Let's set aside the narcissism of a 78-year-old man unable to talk about a teenage victim of sexualized digital abuse without making it about himself.
What (understandably) set off alarm bells among First Amendment advocates was Trump's stated intention to use the removal powers in the bill for unrelated political purposes. This led Mike Masnick of Techdirt to conclude that "Congress is building a censorship machine and handing the controls to someone who just promised to abuse it." On The Verge, Adi Robertson speculates that "the FTC would probably have no compunctions about launching a punitive investigation [on Wikipedia] if trolls start spamming it with deepfakes."
Even before Trump's wildly inappropriate pledge, a coalition of civil society organizations had come out against the bill's notice and removal provision. I'm not a lawyer, so I'll point readers to FU#8 and the comprehensive legal analysis written by Ben Sobel on the constitutional challenges that are likely to arise if Congress criminalizes deepfake nudes as a form of non-deceptive speech.
Donald Trump's explicit promise to weaponize the Take It Down Act should be taken at face value. But Trump was able to get Meta to dance to his tune on content moderation before he was even sworn in; I'm not sold that he needs this bill to accomplish any of his authoritarian goals.
Setting aside free speech concerns, I'm not sure this bill will actually dismantle the infrastructure enabling the sexual harassment of as many as 6% of American teens.
Don't get me wrong: enforcing removal of reported NCSII is valuable. A remarkable audit led by Qiwei Li at the University of Michigan found that X deleted none of the AI generated deepfake nudes that the researchers flagged but all of the ones flagged as copyright violations. This simple experiment shows the power of legally-mandated takedown mechanisms, even on lawless platforms like the one Musk owns. The FTC is unlikely to take up any case against X under the current regime, but Breeze Liu's story teaches us that requesting removals of NCSII is still too hard.

But deepfake nudes are as likely to travel via direct message, transient posts, or offline sharing than to be posted somewhere where a removal can be requested. Even for someone with a more relaxed approach to balancing free speech with harm reduction measures, the prospect that this bill might be used to roll back encryption in messaging apps is a chilling one.
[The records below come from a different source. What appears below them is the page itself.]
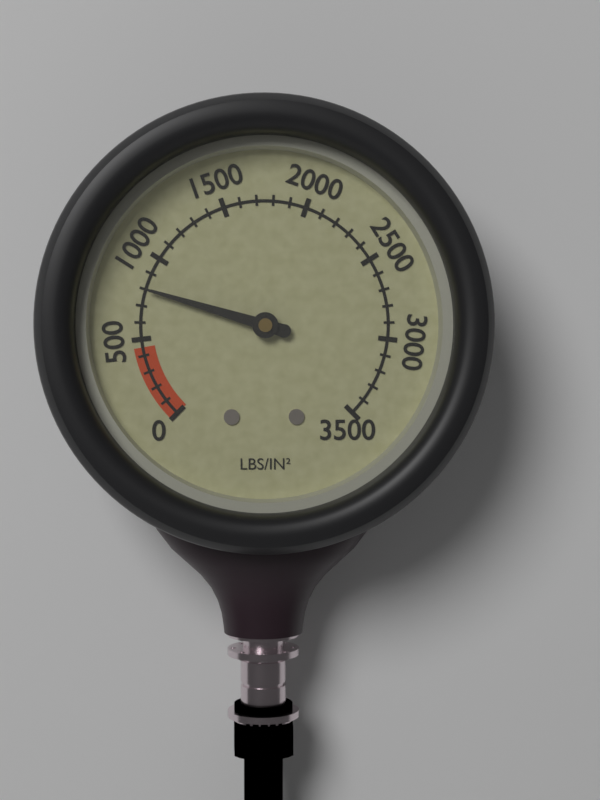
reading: 800 psi
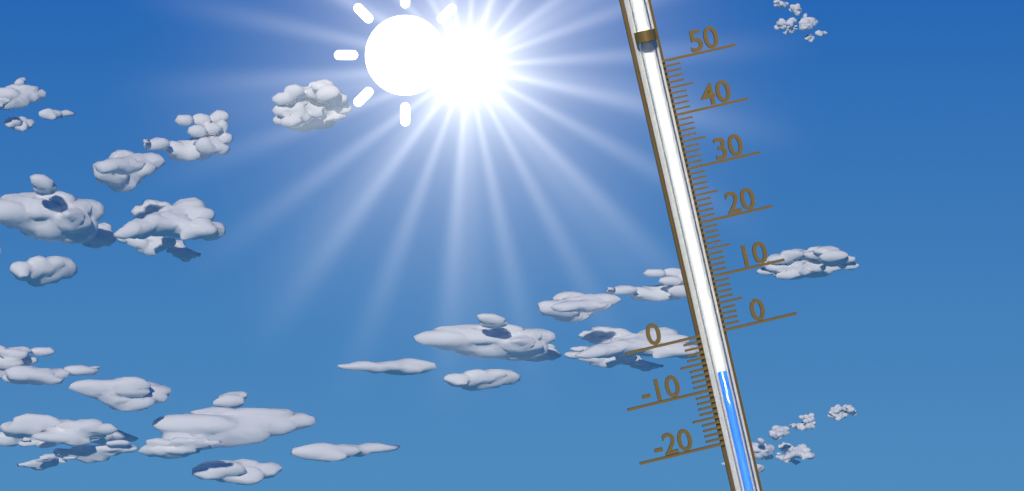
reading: -7 (no unit)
More problematic still, the Take It Down Act provides no recourse against the services that enable and monetize the generation of NCSII. Criminalizing the distribution of deepfake nudes will result in lawsuits against teenagers but not the grown-up AI grifters who make their awful actions possible.
These services include the AI nudifiers that were likely used to target Elliston Berry as well as dual use apps that advertise as tools to create Jesus Hugs but are actively used to generate deepfake nudes. Deepswap – a service so obviously tied to NCSII generation as to be linked on the home banner of the streaming website MrDeepFakes – had an app on Google Play for years. Dozens of these apps are available on mainstream app stores and advertise with the tech giants.
At the state level, advocates appear to understand this. Minnesota state senator Erin Quayde has proposed a bill fining nudifiers as much as $500,000 for every single Minnesotan user of their service. This bill to is likely to get challenged and it may be that regulation is not the path to combating NCSII. Maybe the answer is to sue the services into oblivion.
Six years into the deepfake nudes epidemic, we watch helplessly as the worst actors continue to operate with impunity and nudifier technology transitions from image to video. We sit powerless as the US President turns the sexualized harassment of hundreds of thousands of teens around the world into a punchline for his own persecution complex. But is doing nothing at all the answer?
The Take It Down Act is not enough and it will be weaponized. I'm afraid it may also be our best shot at pushing back against deepfake nudes. This timeline sucks.
TikTok network claims Obama just impeached Trump
I found a network of at least 22 TikTok accounts posting that Barack Obama impeached Donald Trump using a "little-known power" reserved to former presidents. This is, of course, bunk. The videos I found have been viewed 2 million times over the past week. (After I reached out to its press office, TikTok deleted all 22 accounts.)